Nigeria's Democracy; The Devil on Our Cross by AKINDUNBI Ayodele Daniel
THE DEVIL ON OUR CROSS
Not so very long ago, a group of people numbered two hundred million, more than two hundred and fifty tribes, and approximately six hundred languages. The people had one thing in common, a country, or perhaps, a nation. Between the two hundred million men, there were two broad classes, the oppressor and the oppressed, or more subtle, the real eaters and those who strive for leftovers from the table of the oppressors and real eaters. Among the oppressed class are set of marauders who served as go between amidst the oppressor and the oppressed. These marauders are docile in the fight for revolution. The marauders are the officers of the oppressors wares and the dogs of their prisons; they are forever detained in the diary of the oppressors.
The culture of the two hundred million men had been taken away from them, whitewashed. This culture was the ancestral faces in which they look unto when they needed to see their creator. And for many times, the ancestors have savaged them from ruins. But, now, everything have fallen apart. The language, which is the collective bank of their experience, and in which they will communicate with their ancestors, had been broken. The ethos, values, norms, and beliefs, had been lost. The brains of the people were washed with soap and seething sponge, to the point that they see their language as ‘’a vernacular’’. Nothing can be more tragic!
Only if the people would see the wrath that was to come when ‘’the worst some’’ out of these two hundred million men were granted the opportunity to rule themselves. The people had thought the violent white men had gone, until they were shocked with their replacement with ‘’a more subtle violent new white black man’’. After a brief stay in power, then, the people begin to see these malaise, for themselves, and these woes, by themselves. Poverty romanced the land; corruption cuddled their creativity; poverty became the hard labour on the land; ethnicity and bigotry became the pride of place; selfishness syphoned their thoughts, and politics of blame took to its peak!
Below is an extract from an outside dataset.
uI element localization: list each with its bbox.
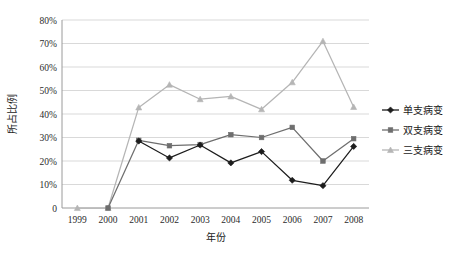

Wole Soyinka in his book, The Man Died, said; ‘’ When power is deem culpable in any way, each family should in place of, or after its early morning regulation, make a ritual of throwing their breakfast slops at a pinned up photograph of a symbol of power, before going out to earn a living, under an insupportable system, every morning religiously!.’’ Power in its nature, is drunk. When power wields its force, one might be consigned to the margin. The cold reality of power is that, it has to be endured, but when it begins to puncture the thorns of violence in the heart of many, it becomes a bout.
In Achebe’s No Longer At Ease, he said; ‘’poverty is not a tragedy, the real tragedy is suffering without relief’’. The mother country of two hundred million men is where the tragedy dwells. The citizen of the mother country have suffered with no relief; no succor.
I therefore submit that the devil who brought us into this conundrum should be crucified. And care should be taken that his acolytes do not pull him down from the cross, to pursue the task of building a hell for the people on earth.